FOOD ARCHIVES

Wilson Tang’s Fung Tu Minds Its Manners a Bit Too Much

by

At Nom Wah Tea Parlor, Chinatown’s oldest dim sum restaurant, your waiter will speak questionable English. He may have stronger command of the language than he lets on, but inside Wilson Tang’s classic Doyers Street dinette, it’s best to keep things simple; you order what’s on the menu; they bring it to you. The brash “have it our way” service comforts and charms.

Tang’s new venture, Fung Tu, is more mannered. Opened in November with partners John Wells (Mas Farmhouse), chef Jonathan Wu (Per Se), and general manager-sommelier Jason Wagner (L’Atelier de Joël Robuchon), the restaurant shares a block with white-walled galleries, laundromats, and Chinese sundry shops; this stretch of Orchard Street, just above Canal, is fast becoming swanky. Inside its finely papered walls, Fung Tu is serving genteel, if sometimes cerebral, Chinese-New American food to diners seeking adventure.

On its website, the restaurant describes its cuisine as a “creative and personal style of Chinese-American food . . . complemented by a terroir-driven beverage program.” Wagner stocks light, drinkable Old World and California wines, which he says enhance the food, while avoiding Chinese tipples, which tend to fall below his standard. Above all, there is concern for quality.

So the restaurant offers virtues aplenty, and service is perhaps the strongest of them. Hospitality is casual without overstepping; Wagner’s years in fine dining schooled him in the rules of highest service, and here, he and his waiters can relax and relate to their diners while remembering to crumb the table between courses and re-folding (but not replacing) your napkin for you. They listen with ears trained on turning a good experience into a great one.

But the front of the house needs more help from the back: Fung Tu lacks fire in the kitchen. Wu’s food is interesting but not beguiling, and many dishes taste good while lacking that something extra that seduces.

His “Chinese sashimi” ($14), thin-sliced, undressed striped bass, looks elegant on the plate with whorls of grassy snow pea leaves, but, lacking acid — citrus, pickle, whatever — the dish reads bland and flat. And “dumpling knot” noodles, dressed in a porky Sichuan sauce ($19), come with a warning: “This is one of our spiciest dishes,” our waiter says as we order it. But instead of setting my mouth aflame in dan-dan spice, the dish recalls the American chop suey of my youth; it’s comforting and crave-worthy, but it needn’t be mere child’s food. My adult palate wants more. There are miles of post-Asian-Invasion inroads to explore, and New York could use another thoughtful look at the intersection of Chinese and American cuisines.

Thankfully, some of Wu’s dishes offer a sidelong glance into uncharted territory. Smoked dates ($7), stuffed with duck and buttermilk-battered and fried to a flaky, amber crisp, are worlds unto themselves, the bird’s flesh blending with fruit into a salty-sweet, singular mass. Likewise, roasted beets ($12), with garlic chive chiffonade and dried tofu chips, are an earthy delight.

Then, a pair of fried pork chops ($24), dredged in fragrant, barely there breading, tantalizes the tongue; served naked on the plate with tangy, sweet-and-sour pickled cabbage, it’s a beautiful, orchestrated entrée. And a bowl of sweet potato rice cakes ($23) with briny sautéed kale, lap cheong (a sweet dry sausage), and cashews was equally enchanting.

One of Wu’s more unusual dishes is a heady bowl of silken fish tofu ($12) topped with shredded seaweed and powdered beef. It’s a smooth, umami-rich oddity, but I wonder about its real-life application: Would someone eat a bowl of this stuff at home? I spoon bite after bite into my mouth, trying to figure that out; I never arrive at an answer, but the bowl is suddenly empty.

The much-discussed stir-fried celtuce ($13) is similarly strange. Here, a soft-boiled egg nests in honeydew-green vegetable (celtuce, a lettuce grown for its stalk, rather than leaf), which is cut into thin strips and stir-fried in popcorn purée. But celtuce, like lettuce, lacks flavor, and the egg, subtly marinated and soft-yolked, can’t carry the dish to fruition. Again, I want more acid, more fishiness, more spice, more something.

But desserts are small and nice. On a recent night, balls of chocolate peanut-butter ganache ($6), rolled in sesame and paired with sweet Brachetto at Wagner’s recommendation, match like peanut butter and jelly, revealing Fung Tu at its best: fun, unexpected, whimsical, and exciting.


Work instruction
Every entry that follows must be written out exactly, apart from its pictures.

++++ Material provided

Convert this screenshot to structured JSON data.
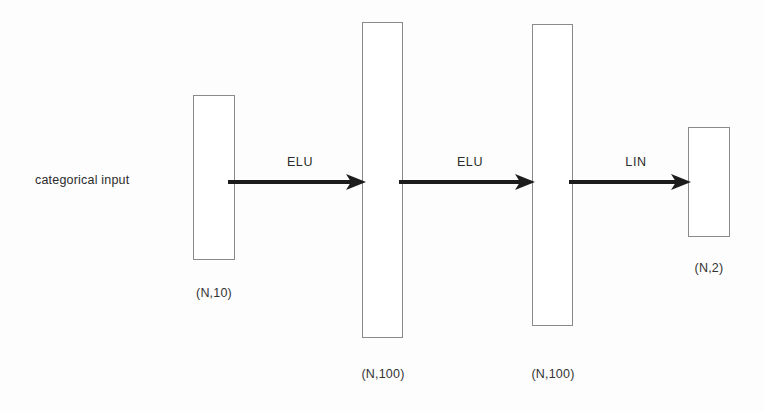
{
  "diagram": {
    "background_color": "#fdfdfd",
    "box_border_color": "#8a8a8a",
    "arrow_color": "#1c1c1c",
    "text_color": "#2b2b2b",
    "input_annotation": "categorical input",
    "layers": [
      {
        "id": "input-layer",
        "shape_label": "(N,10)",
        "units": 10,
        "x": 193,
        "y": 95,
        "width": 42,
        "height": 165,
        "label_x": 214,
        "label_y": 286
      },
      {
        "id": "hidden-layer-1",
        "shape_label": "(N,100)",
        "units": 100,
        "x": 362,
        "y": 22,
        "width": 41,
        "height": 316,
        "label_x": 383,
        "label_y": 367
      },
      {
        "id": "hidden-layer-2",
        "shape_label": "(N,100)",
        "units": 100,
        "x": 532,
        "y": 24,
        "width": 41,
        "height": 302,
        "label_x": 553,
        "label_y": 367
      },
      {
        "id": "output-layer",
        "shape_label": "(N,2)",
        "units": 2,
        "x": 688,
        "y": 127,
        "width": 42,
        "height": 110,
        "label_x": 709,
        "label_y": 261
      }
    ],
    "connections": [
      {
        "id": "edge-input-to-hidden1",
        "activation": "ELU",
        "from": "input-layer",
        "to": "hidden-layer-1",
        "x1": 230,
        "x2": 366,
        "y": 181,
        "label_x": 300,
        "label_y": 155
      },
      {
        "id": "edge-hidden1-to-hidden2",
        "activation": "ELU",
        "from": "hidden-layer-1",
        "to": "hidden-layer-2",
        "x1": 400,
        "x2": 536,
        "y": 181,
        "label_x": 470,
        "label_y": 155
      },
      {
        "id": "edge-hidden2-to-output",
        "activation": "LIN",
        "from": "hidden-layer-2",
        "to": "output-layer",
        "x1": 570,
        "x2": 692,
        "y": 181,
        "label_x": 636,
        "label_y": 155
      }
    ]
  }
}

++++++++

Answer to the problem
Convert this screenshot to structured JSON data.
{
  "diagram": {
    "background_color": "#fdfdfd",
    "box_border_color": "#8a8a8a",
    "arrow_color": "#1c1c1c",
    "text_color": "#2b2b2b",
    "input_annotation": "categorical input",
    "layers": [
      {
        "id": "input-layer",
        "shape_label": "(N,10)",
        "units": 10,
        "x": 193,
        "y": 95,
        "width": 42,
        "height": 165,
        "label_x": 214,
        "label_y": 286
      },
      {
        "id": "hidden-layer-1",
        "shape_label": "(N,100)",
        "units": 100,
        "x": 362,
        "y": 22,
        "width": 41,
        "height": 316,
        "label_x": 383,
        "label_y": 367
      },
      {
        "id": "hidden-layer-2",
        "shape_label": "(N,100)",
        "units": 100,
        "x": 532,
        "y": 24,
        "width": 41,
        "height": 302,
        "label_x": 553,
        "label_y": 367
      },
      {
        "id": "output-layer",
        "shape_label": "(N,2)",
        "units": 2,
        "x": 688,
        "y": 127,
        "width": 42,
        "height": 110,
        "label_x": 709,
        "label_y": 261
      }
    ],
    "connections": [
      {
        "id": "edge-input-to-hidden1",
        "activation": "ELU",
        "from": "input-layer",
        "to": "hidden-layer-1",
        "x1": 230,
        "x2": 366,
        "y": 181,
        "label_x": 300,
        "label_y": 155
      },
      {
        "id": "edge-hidden1-to-hidden2",
        "activation": "ELU",
        "from": "hidden-layer-1",
        "to": "hidden-layer-2",
        "x1": 400,
        "x2": 536,
        "y": 181,
        "label_x": 470,
        "label_y": 155
      },
      {
        "id": "edge-hidden2-to-output",
        "activation": "LIN",
        "from": "hidden-layer-2",
        "to": "output-layer",
        "x1": 570,
        "x2": 692,
        "y": 181,
        "label_x": 636,
        "label_y": 155
      }
    ]
  }
}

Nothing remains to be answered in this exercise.